Combat sports has also taken you from a place of being depressed and overweight to where you’re at now, being 2-0 in a newer combat sport as BKB 34 looms closer.

So, can you kind of touch on that a little bit? I think that’s very uplifting and inspirational.

“When I lost my license in 2010-2011, it was; I didn’t just lose my license, I lost everything. Like the mother of my kids. I had all this money, next minute I had nothing. So, I was losing everything around me. I was losing it all. So, and it was just; it was a hard, hard thing to take. So, all I did was find comfort in a bottle of Jack Daniels and Coke.”

Bare Knuckle Boxing

George Hillyard continued, “So I was doing a bottle, maybe two bottles a day of Jack Daniels and Coke. Remember I’m not very big, I’m only five foot nine. So going from 11 stone to like 16 and a half stone, I was a big, man (laughs). So yeah, and it weren’t good for my health. But yeah, it was my oldest son that was like; obviously when the medical said that I had a minor stroke and things like that. So, I said to my son, don’t ever give up in my life. If you want something, you go out and you get it.”

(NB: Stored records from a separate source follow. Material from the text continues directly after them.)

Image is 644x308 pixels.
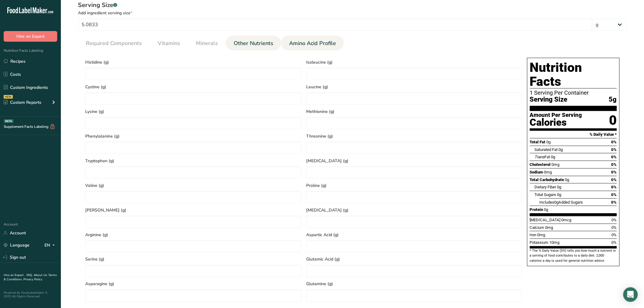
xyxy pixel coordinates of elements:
[530,140,546,144] span: Total Fat
[544,208,549,212] span: 0g
[551,155,555,159] span: 0g
[234,39,273,48] span: Other Nutrients
[530,61,617,89] h1: Nutrition Facts
[196,39,218,48] span: Minerals
[530,218,560,222] span: [MEDICAL_DATA]
[612,178,617,182] span: 0%
[4,31,57,42] button: Hire an Expert
[85,158,302,164] span: Tryptophan (g)
[562,218,572,222] span: 0mcg
[85,257,302,263] span: Serine (g)
[307,182,523,189] span: Proline (g)
[34,273,48,278] a: About Us .
[530,240,549,245] span: Potassium
[85,281,302,288] span: Asparagine (g)
[540,200,583,205] span: Includes Added Sugars
[4,273,57,282] a: Terms & Conditions .
[307,133,523,139] span: Threonine (g)
[85,108,302,115] span: Lysine (g)
[307,158,523,164] span: [MEDICAL_DATA] (g)
[4,120,14,123] div: BETA
[530,118,582,127] div: Calories
[612,200,617,205] span: 0%
[530,249,617,264] section: * The % Daily Value (DV) tells you how much a nutrient in a serving of food contributes to a dail...
[307,207,523,214] span: [MEDICAL_DATA] (g)
[45,242,57,249] div: EN
[530,131,617,138] section: % Daily Value *
[612,140,617,144] span: 0%
[557,185,562,190] span: 0g
[4,99,41,106] div: Custom Reports
[24,278,42,282] a: Privacy Policy
[27,273,34,278] a: FAQ .
[530,90,617,96] div: 1 Serving Per Container
[530,162,551,167] span: Cholesterol
[612,147,617,152] span: 0%
[546,226,554,230] span: 0mg
[612,240,617,245] span: 0%
[612,218,617,222] span: 0%
[612,233,617,237] span: 0%
[565,178,570,182] span: 0g
[86,39,142,48] span: Required Components
[307,108,523,115] span: Methionine (g)
[559,147,563,152] span: 0g
[4,291,57,299] div: Powered By FoodLabelMaker © 2025 All Rights Reserved
[535,155,550,159] span: Fat
[4,95,13,99] div: NEW
[289,39,336,48] span: Amino Acid Profile
[530,208,543,212] span: Protein
[557,193,562,197] span: 0g
[612,170,617,175] span: 0%
[535,193,557,197] span: Total Sugars
[85,59,302,66] span: Histidine (g)
[535,185,557,190] span: Dietary Fiber
[530,96,568,103] span: Serving Size
[612,226,617,230] span: 0%
[85,133,302,139] span: Phenylalanine (g)
[158,39,180,48] span: Vitamins
[307,232,523,238] span: Aspartic Acid (g)
[624,288,638,302] div: Open Intercom Messenger
[85,207,302,214] span: [PERSON_NAME] (g)
[535,147,558,152] span: Saturated Fat
[307,281,523,288] span: Glutamine (g)
[78,1,627,10] div: Serving Size
[530,170,543,175] span: Sodium
[609,112,617,128] div: 0
[307,59,523,66] span: Isoleucine (g)
[78,19,593,31] input: Type your serving size here
[609,96,617,103] span: 5g
[612,162,617,167] span: 0%
[544,170,552,175] span: 0mg
[4,240,30,251] a: Language
[537,233,546,237] span: 0mg
[612,193,617,197] span: 0%
[612,155,617,159] span: 0%
[530,178,564,182] span: Total Carbohydrate
[4,273,25,278] a: Hire an Expert .
[547,140,551,144] span: 0g
[530,112,582,118] div: Amount Per Serving
[78,10,627,16] div: Add ingredient serving size
[530,226,544,230] span: Calcium
[555,200,559,205] span: 0g
[85,182,302,189] span: Valine (g)
[307,84,523,90] span: Leucine (g)
[612,185,617,190] span: 0%
[535,155,545,159] i: Trans
[85,232,302,238] span: Arginine (g)
[530,233,537,237] span: Iron
[550,240,560,245] span: 10mg
[552,162,560,167] span: 0mg
[307,257,523,263] span: Glutamic Acid (g)
[85,84,302,90] span: Cystine (g)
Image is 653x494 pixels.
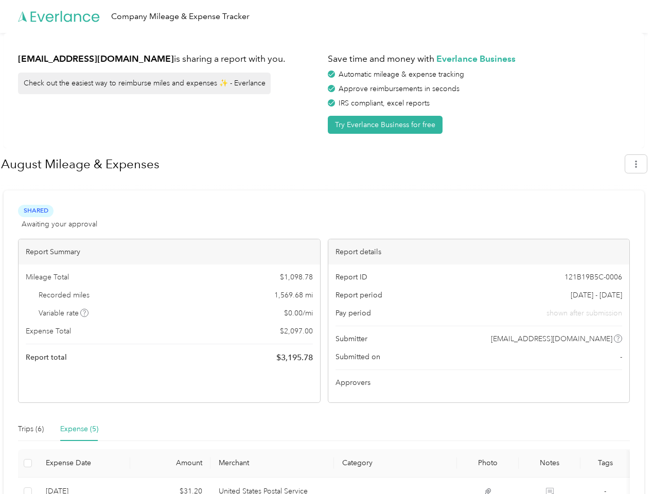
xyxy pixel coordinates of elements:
span: [EMAIL_ADDRESS][DOMAIN_NAME] [491,334,613,344]
span: Submitted on [336,352,380,362]
div: Report details [328,239,630,265]
h1: August Mileage & Expenses [1,152,618,177]
span: 1,569.68 mi [274,290,313,301]
th: Category [334,449,458,478]
span: Approve reimbursements in seconds [339,84,460,93]
div: Tags [589,459,622,467]
span: $ 0.00 / mi [284,308,313,319]
h1: is sharing a report with you. [18,53,321,65]
span: - [620,352,622,362]
th: Expense Date [38,449,130,478]
span: $ 1,098.78 [280,272,313,283]
span: Variable rate [39,308,89,319]
span: Automatic mileage & expense tracking [339,70,464,79]
div: Trips (6) [18,424,44,435]
button: Try Everlance Business for free [328,116,443,134]
th: Photo [457,449,519,478]
h1: Save time and money with [328,53,631,65]
span: Pay period [336,308,371,319]
span: Mileage Total [26,272,69,283]
th: Amount [130,449,211,478]
strong: [EMAIL_ADDRESS][DOMAIN_NAME] [18,53,174,64]
th: Notes [519,449,581,478]
span: $ 3,195.78 [276,352,313,364]
th: Tags [581,449,630,478]
span: Awaiting your approval [22,219,97,230]
span: Submitter [336,334,368,344]
th: Merchant [211,449,334,478]
span: Recorded miles [39,290,90,301]
span: Report ID [336,272,368,283]
span: [DATE] - [DATE] [571,290,622,301]
span: shown after submission [547,308,622,319]
div: Check out the easiest way to reimburse miles and expenses ✨ - Everlance [18,73,271,94]
div: Company Mileage & Expense Tracker [111,10,250,23]
span: Report period [336,290,383,301]
span: Shared [18,205,54,217]
span: Approvers [336,377,371,388]
span: $ 2,097.00 [280,326,313,337]
div: Report Summary [19,239,320,265]
span: Expense Total [26,326,71,337]
strong: Everlance Business [437,53,516,64]
div: Expense (5) [60,424,98,435]
span: Report total [26,352,67,363]
span: 121B19B5C-0006 [565,272,622,283]
span: IRS compliant, excel reports [339,99,430,108]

“His words were to me was then why did you give up, Dad? So yeah, he said why did you give up? So yeah, and it’s weird because I looked at him for a split-second thinking, I could punch you right in the face right now (laughs). Yeah, the only reason is because he was telling the truth. Then I just thought do you know what? I’m about to do my medicals again. Then when I had done all my medicals, I passed them all again and then I thought this is it. I want to chase my dream and that’s what I did.”

author avatar
Dylan Bowker
I've been enamored with combat sports for as long as I can remember. I've hosted MMA talk shows Lights Out and Pure Fight Radio with featured guests like Jens Pulver, Roy Nelson, Miesha Tate, Mark Coleman, and more. I've been an MMA broadcaster for XFFC as well as BTC and have done play by play commentary on live pay per view on GFL as well as FITE TV. I've provided written, audio, and video content covering some of the biggest MMA promotions like Rumble in the Cage, Unified MMA, and King of the Cage. I've worked as a sports entertainment personality for over five years and given play-by-play or featured promotions of KSW, ONE Championship, TKO, and Invicta FC. My work can be found in the USA Today Sports affiliate MMA Torch, Cageside Press, MMA Sucka, and Liberty Multimedia.